Are you really BFF?

I met my best friend Julia when I was 8 years old. I had just started at a new school and she had volunteered to take care of me for the first few days. Those few days turned into weeks, months and years and last weekend we celebrated 10 years of friendship. In those ten years, we have made new friends and lost just as many but while these friends have come and gone, Jules and I are closer than ever. What is it that makes some of our friendships break down as we get older and others last a lifetime?
Scientists say that we choose friends that we have the most in common with. We have similar behaviour, attitudes and identities as our friends but as we grow up these things change, particularly when we become teenagers. Hitting puberty is never easy and so our friends become our safety rope as we go through it all together; they look after us, and we look after them. None of us want to lose our friends and in our bid to keep them we become influenced and even pressured by our friends.
The research company Adhealth surveyed over 90,000 teenagers and analysed the influence that their friends had over them. They found that most influence is positive. ‘Friend’s pressure can mobilize teenager’s energy, motivate for success and encourage teens to conform to healthy behaviour’ said Dr Ruth Gene, one of the researchers. Basically, It is our friends that prevent us turning into crazy people that smell like fish and mutter to themselves on buses. Our friends work in a similar way to our parents by making sure that we grow up to be healthy ‘normal’ people, although our friends don’t actually intend to do it!
As we get older we move away from our parents as we try to gain independence and our friends can make us feel independent as well as connected. We often feel like our friends understand us better than our parents do as we can relate to one another and accept and understand the frustrations, challenges and concerns that come with being a teenager. This is why teenagers with friends are also physically and emotionally healthier than those without friends and according to Dr Ruth, “close relationships appear to be much more important to girls than they are for boys.” Our friends are our support system as friends understand each other, can talk about their problems and figure out ways to solve them together.

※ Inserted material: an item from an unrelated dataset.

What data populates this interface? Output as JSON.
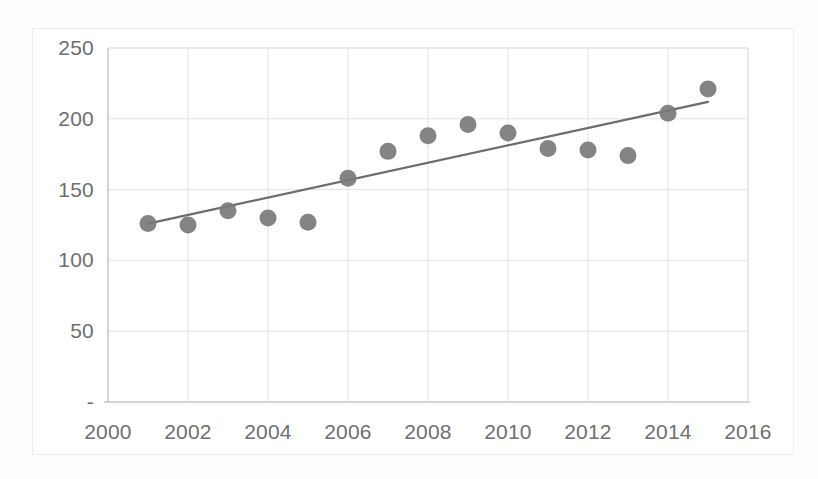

Dr Ruth also says that ‘friends model behaviour for each other, create opportunities in which teenagers can engage in these behaviours and set norms that young people follow.’ This all sounds like complicated science lingo but it can all really be simplified into one example: high school.
In high school we are surrounded by the Cool, the Bad and the Geeky and we work to make sure that we fit into the category that benefits our social lives the most. There are many of us that accept who we are and don’t fit in with any stereotypes at all but still many of us wish we could be in the cool group, with the most popular girls in school. They seem to get all the boys, go to all the parties and have all the fun! We can’t help thinking this way, and according to the survey, it is completely natural.
The popularity side of high school plays a huge part on the friends that we have. Some teens choose friends to make themselves more popular and this means that they may change their behaviour and opinions to fit into a new crowd. Have you ever been friends with someone who has gotten a new friend and suddenly they completely change? Sometimes teenagers will change their entire personality just to keep their new friends. Most of us don’t change our personalities but we do change part of our identities: the way we dress, the music we listen to, give up values or create new ones, change our opinion, even give up old friends and it all depends on the people that we hang around with. This is why the most common question that teens ask themselves is “what will my friends think?”
Caring so much about what our friends think also makes many teenagers take risks that they normally wouldn’t. Some teens will risk being grounded, losing their parents trust or even facing prison, just to try and fit in or feel like they have a group of friends that they can identify with and who accept them. “Friends do help you, but sometimes they want you to do things you wouldn’t do if you were by yourself” said Rebecca, 14. “Or sometimes you feel pressured to do something because everyone is doing it and you want to be cool too.”
All this reshaping that we do of ourselves to fit in is the cause behind the breakdown of many teenage friendships. When you change yourself for a friend, this ‘new’ you does not last very long and eventually your real personality will come through. This is where the problems start because you suddenly find that the real you and your friend no longer have anything in common. As we get older we become more comfortable with our own identities and come to accept and like the way we are so the people we changed ourselves to be with fade away and the friends that we genuinely get along with stay.
If your friends don’t like you just the way you are, then they aren’t really your friends. Don’t be afraid that no one is going to like you because the chances of that are just about impossible! Often people become popular because they are just being themselves. In high school, just being yourself is one of the hardest things to do but when others see you are real, you earn their respect and friendship. You’re never going to get along with everyone and when you think about it, why would you want to? It’s better to have a few close friends that you can hang around with and be yourself than have hundreds of friends that don’t really know you at all. Grab your real friends and start having fun the way you want to!